A universal approach to therapy at the hospital and at home

General Wellness

Corey Beattie was three weeks away from her eighteenth birthday when a vehicle struck the passenger side door of her car at 72 miles per hour. The impact left her with multiple injuries, including a broken neck, left clavicle, pelvis and femur. However, the most severe was her traumatic brain injury. With a diffused axonal injury, Corey was not expected to recover. She was airlifted to a local hospital and evaluated.

“When the ER doctor sat with me to explain what had happened, I had no clue what the full extent of her injuries were,” said her mother, Marie.

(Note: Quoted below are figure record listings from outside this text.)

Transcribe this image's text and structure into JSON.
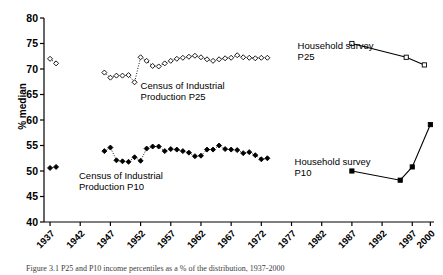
{
  "figure": {
    "caption": "Figure 3.1  P25 and P10 income percentiles as a % of the distribution, 1937-2000"
  },
  "chart_data": {
    "type": "line",
    "title": "",
    "xlabel": "",
    "ylabel": "% median",
    "xlim": [
      1936,
      2000.6
    ],
    "ylim": [
      40,
      80
    ],
    "grid": false,
    "legend": "annotations-inline",
    "ytick_labels": [
      "40",
      "45",
      "50",
      "55",
      "60",
      "65",
      "70",
      "75",
      "80"
    ],
    "yticks": [
      40,
      45,
      50,
      55,
      60,
      65,
      70,
      75,
      80
    ],
    "xtick_labels": [
      "1937",
      "1942",
      "1947",
      "1952",
      "1957",
      "1962",
      "1967",
      "1972",
      "1977",
      "1982",
      "1987",
      "1992",
      "1997",
      "2000"
    ],
    "xticks": [
      1937,
      1942,
      1947,
      1952,
      1957,
      1962,
      1967,
      1972,
      1977,
      1982,
      1987,
      1992,
      1997,
      2000
    ],
    "series": [
      {
        "name": "Census of Industrial Production P25",
        "marker": "open-diamond",
        "line": "dotted",
        "color": "#000000",
        "label_text": "Census of Industrial\nProduction P25",
        "label_x": 1952.0,
        "label_y": 66.1,
        "points": [
          {
            "x": 1937,
            "y": 72.0
          },
          {
            "x": 1938,
            "y": 71.1
          },
          {
            "x": 1946,
            "y": 69.3
          },
          {
            "x": 1947,
            "y": 68.3
          },
          {
            "x": 1948,
            "y": 68.7
          },
          {
            "x": 1949,
            "y": 68.7
          },
          {
            "x": 1950,
            "y": 68.8
          },
          {
            "x": 1951,
            "y": 67.4
          },
          {
            "x": 1952,
            "y": 72.3
          },
          {
            "x": 1953,
            "y": 71.6
          },
          {
            "x": 1954,
            "y": 70.6
          },
          {
            "x": 1955,
            "y": 70.5
          },
          {
            "x": 1956,
            "y": 71.1
          },
          {
            "x": 1957,
            "y": 71.6
          },
          {
            "x": 1958,
            "y": 72.0
          },
          {
            "x": 1959,
            "y": 72.2
          },
          {
            "x": 1960,
            "y": 72.4
          },
          {
            "x": 1961,
            "y": 72.6
          },
          {
            "x": 1962,
            "y": 72.3
          },
          {
            "x": 1963,
            "y": 71.9
          },
          {
            "x": 1964,
            "y": 71.6
          },
          {
            "x": 1965,
            "y": 71.9
          },
          {
            "x": 1966,
            "y": 72.1
          },
          {
            "x": 1967,
            "y": 72.2
          },
          {
            "x": 1968,
            "y": 72.7
          },
          {
            "x": 1969,
            "y": 72.3
          },
          {
            "x": 1970,
            "y": 72.2
          },
          {
            "x": 1971,
            "y": 72.1
          },
          {
            "x": 1972,
            "y": 72.2
          },
          {
            "x": 1973,
            "y": 72.2
          }
        ]
      },
      {
        "name": "Census of Industrial Production P10",
        "marker": "filled-diamond",
        "line": "dotted",
        "color": "#000000",
        "label_text": "Census of Industrial\nProduction P10",
        "label_x": 1941.8,
        "label_y": 48.4,
        "points": [
          {
            "x": 1937,
            "y": 50.6
          },
          {
            "x": 1938,
            "y": 50.8
          },
          {
            "x": 1946,
            "y": 53.9
          },
          {
            "x": 1947,
            "y": 54.6
          },
          {
            "x": 1948,
            "y": 52.1
          },
          {
            "x": 1949,
            "y": 51.9
          },
          {
            "x": 1950,
            "y": 51.8
          },
          {
            "x": 1951,
            "y": 52.7
          },
          {
            "x": 1952,
            "y": 52.0
          },
          {
            "x": 1953,
            "y": 54.4
          },
          {
            "x": 1954,
            "y": 54.8
          },
          {
            "x": 1955,
            "y": 54.8
          },
          {
            "x": 1956,
            "y": 53.9
          },
          {
            "x": 1957,
            "y": 54.3
          },
          {
            "x": 1958,
            "y": 54.2
          },
          {
            "x": 1959,
            "y": 53.9
          },
          {
            "x": 1960,
            "y": 53.6
          },
          {
            "x": 1961,
            "y": 52.9
          },
          {
            "x": 1962,
            "y": 53.0
          },
          {
            "x": 1963,
            "y": 54.2
          },
          {
            "x": 1964,
            "y": 54.2
          },
          {
            "x": 1965,
            "y": 55.0
          },
          {
            "x": 1966,
            "y": 54.3
          },
          {
            "x": 1967,
            "y": 54.2
          },
          {
            "x": 1968,
            "y": 54.1
          },
          {
            "x": 1969,
            "y": 53.5
          },
          {
            "x": 1970,
            "y": 53.7
          },
          {
            "x": 1971,
            "y": 53.1
          },
          {
            "x": 1972,
            "y": 52.3
          },
          {
            "x": 1973,
            "y": 52.5
          }
        ]
      },
      {
        "name": "Household survey P25",
        "marker": "open-square",
        "line": "solid",
        "color": "#000000",
        "label_text": "Household survey\nP25",
        "label_x": 1978.0,
        "label_y": 74.0,
        "points": [
          {
            "x": 1987,
            "y": 75.0
          },
          {
            "x": 1996,
            "y": 72.3
          },
          {
            "x": 1999,
            "y": 70.8
          }
        ]
      },
      {
        "name": "Household survey P10",
        "marker": "filled-square",
        "line": "solid",
        "color": "#000000",
        "label_text": "Household survey\nP10",
        "label_x": 1977.5,
        "label_y": 51.2,
        "points": [
          {
            "x": 1987,
            "y": 50.0
          },
          {
            "x": 1995,
            "y": 48.2
          },
          {
            "x": 1997,
            "y": 50.8
          },
          {
            "x": 2000,
            "y": 59.1
          }
        ]
      }
    ]
  }
}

She was placed on life support, required a craniectomy and femur surgery. Corey remained in the intensive care unit for three weeks.

“It was as if she was a newborn again.  Corey had to relearn everything she had already known but could no longer perform,” Marie explains. “She couldn’t move her head or limbs independently. She couldn’t speak, eat or pan the room with her eyes. She was severely limited in what her body could do.”

As she became more stable, the ICU team prepared Marie to visit local rehabilitation hospitals to continue Corey’s recovery.  Although other rehab facilities had diverse environments, Bryn Mawr Rehab Hospital offered a unit dedicated to brain injury.

“A facility that specializes in treating a specific injury is critical for the recovery of a patient and I knew Bryn Mawr Rehab Hospital would be critical to Corey’s recovery process,” says Marie.

Over the next seven months, Corey received inpatient therapy and worked closely with David Long, MD, medical director of the Brain Injury Program, as well as her occupational, physical, and speech therapists. She moved home and continued her therapy regime.

Now, a year and a half after her inpatient discharge, Corey has returned to Bryn Mawr Rehab Hospital for outpatient therapy three times per week. During her visits to the hospital each week for therapy, Corey has begun to use the Lokomat®Pro system with her physical therapist. The Lokomat stimulates the central nervous system, reminding the body and mind how to walk again. As Marie explains, her body is “waking up.”

Watch Corey on the Lokomat®Pro system relearning how to walk.

“I explain to Corey, her body essentially had been asleep for two years. Therapy is critical to keep her muscles limber and exercise also stimulates the brain. She has to keep moving,” she says.

But it doesn’t stop there.

In addition to her therapies at the hospital, Marie has developed therapy exercises for Corey at home. Corey, who aspired to be a chef, makes 10 meals per week to donate to Meals on Wheels during their cooking therapy, which includes using cooking utensils and kitchen tools that have been adapted to fit Corey’s needs.

“Everything is therapy. We stand at the kitchen sink, reach for the faucet to turn the water on and off; that’s occupational therapy. For physical therapy, we walk throughout the first floor of our home and stretch twice a day every day for at least an hour,” says Marie. “Cognitive therapy, physical, occupational, and speech therapy is a part of our everyday lives; sorting laundry, emptying the silverware from the dishwasher, playing cards, singing and listening to music are all part of her therapy.”

This universal approach to therapy at the hospital and at home is paying off. Whereas Corey had no motion in her left hand or arm just a few months ago, she is now moving her left arm, opening her hand and beginning to hold a fork and knife simultaneously.

“Watching Corey participate in her therapy sessions we’re discovering what she remembers, what she knows instinctually and what we have to adapt to help her function,” explains Marie. “The progress she has made in two years is shocking people.”

Corey continues her outpatient therapy three times a week as Marie continues to adapt her therapy lessons to life at home with the confidence that Corey will make a full recovery.

“Corey will recover and the staff at Bryn Mawr Rehab Hospital shares in that achievement,” she says.